Life, Wealth and Ethics Meaning


Thinking about asking some questions.

Thinking about my website and cross referencing, linking items like Diderot’s encyclopedia.

Questions:

What is the difference between thinking and knowing?

What is the difference between knowing and thinking?

What is the difference between thinking and believing?

If your favorite cat got its head stuck in an expensive and rare Egyptian artifact worth perhaps $100,000 dollars and the choice was to let the cat suffocate or to destroy the artifact and lose $100,000; what would be your choice?

What if your choice was losing your wealth and saving your best friend?

How much would you let yourself lose before your friend died?

What is the equation between losing your wealth and good sense?

Tell the truth and lose your job? Your life? Your reputation? Your well being?

There is a kind of standing ethic about giving 10% of your income to charity?

Should you give a higher percentage back into the system in which you obtained it in direct proportion to your wealth on an exponential scale?

What is the ‘ethic’ of most significance in the overall context of which is most important in the where, what, when and how much we are required to sacrifice of what our self values and our self interest desires?

Isn’t it all about what ‘Life’ requires for everyone’s survival in sufficiency vs wealth’s desire beyond rational need?

I want sufficiency of wealth for the rest of my future.  “I” want an unending increase of more wealth than I can ever use. I want to pass my wealth onto my offspring when I die. Cease to live.

The criteria of “wealth”, the control, value of possession and power vs the survival of another or other living beings is volatile, distorted and life threatening in withholding essential resources and education.

I don’t see this as anything simple, but I do think that it is a question of rational understanding of balance of what is required by the total commercial functions in a system requiring a significant portion of its distribution directed to sustaining the totality of the organic system.

We humans, and other animals, can and do turn off concern when it comes down to what the unaware and uninformed ego determines is important; when it comes to their convictions of personal possession.

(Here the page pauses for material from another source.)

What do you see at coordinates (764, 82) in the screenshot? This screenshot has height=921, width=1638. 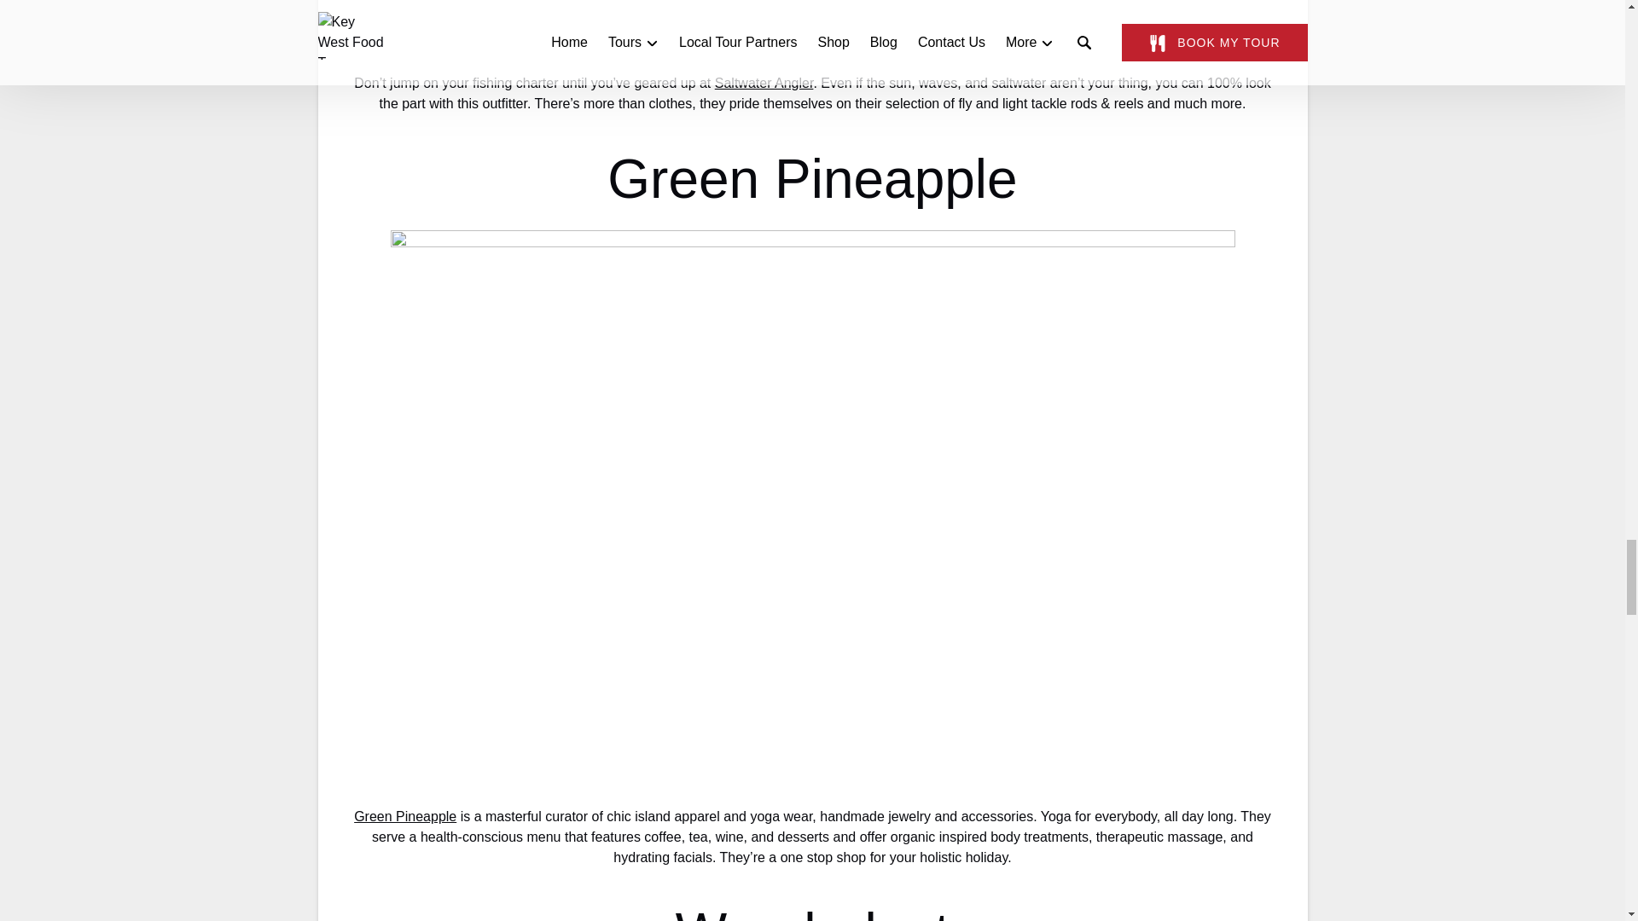 I see `Saltwater Angler` at bounding box center [764, 82].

It can start early on, as feeding i.e. the driving force of life seeking its primal needs. There is nothing ‘wrong’ with this kind of self serving force. It is a biological imperative.

What could be ‘wrong’ would be for me to withhold from you what you need when I have more than enough to provide for my family and community. The core of this is reflected in what we all know when we watch one chick survive and the other die of neglect. A paradox for sure. Is not everything and everyone entitled to live, or entitled to try?

What human’s don’t acknowledge is that we too are ‘organic’. We are caught up in a modified version of ‘survival of the fittest’ when we do things like ‘favoring’ one child over another, the eldest son thing, or preference of males over females to fortify the survival and the fighting strength of the tribe. We can’t forget the 200,000 years of evolution preceding our own.

Then there exists our personal ‘distance’ from our neighbor’s child, the other children of the community, and then the distance from the children of the more extensive community we aren’t generally exposed to and don’t know. Then in the global community of foreign places, languages and irrational cultures i.e. strangers, the ‘other’.

All this points to how confusing values of possession and privilege can be in the totality of the social order in both close and distant proximities, micro and macro.

Then comes the measure of life of others over the treasure of our own possessions. This measure of “our” treasure over the living of life of others is not ‘wrong’ when referenced from what is embedded in the biological forces of survival. But, what also occurs in the dialogue of sharing is co-dependence.

Group living is inherently a stronger life support system than is individuality in its singularity. But, it is in the paradox of what belongs to the “Us” in relationship to what “belongs” to the “me” and/or “them” essentially, because there exists no individuality without an “Us” to create and support it.

The strength of group living requires the sharing of all talent, knowledge and resources of provision in order to integrate individuality into its task of serving the collective’s well being and survival.

The question is, “How effective are we, can we become, in controlling the limits of possession and power of individual wealth that is needed in the provision of a healthy circumstance for the well being of the collective organism?”

And we come back to the dilemma and paradox of life force directed towards the wellbeing of the strongest and most competitive or the all and everything belonging to the whole species and its well being and survival.  

Me and Us, Mine and Yours, and especially “Us and Them”, provokes a different challenge in our time if for no other reason than the paradigm shift of population numbers. Our population has not so long ago exceeded tribal boundaries, territories and behavior in a completely new collective organism composed of 7.6 billion individuals in what is perhaps in excess of what the Earth environmental processes can withstand. There is the terribly difficult and contentious interactive circumstance of not only provision and use of resources, but also the values and control of their distribution in an equation of daunting numbers. The provision of quality, what it takes to harmonize in purpose and behavior, to balance breeding, distribution of knowledge and resources into a sustainable process of expectation of the survival of the species, which is now the fulcrum of every ethical question about “ownership”.

Or, we can, are and will, face the reality of organic imbalance and follow its natural course of disease, starvation, violent competition and confrontation of a species composed of individual strangers, unable to function collectively in their own interests.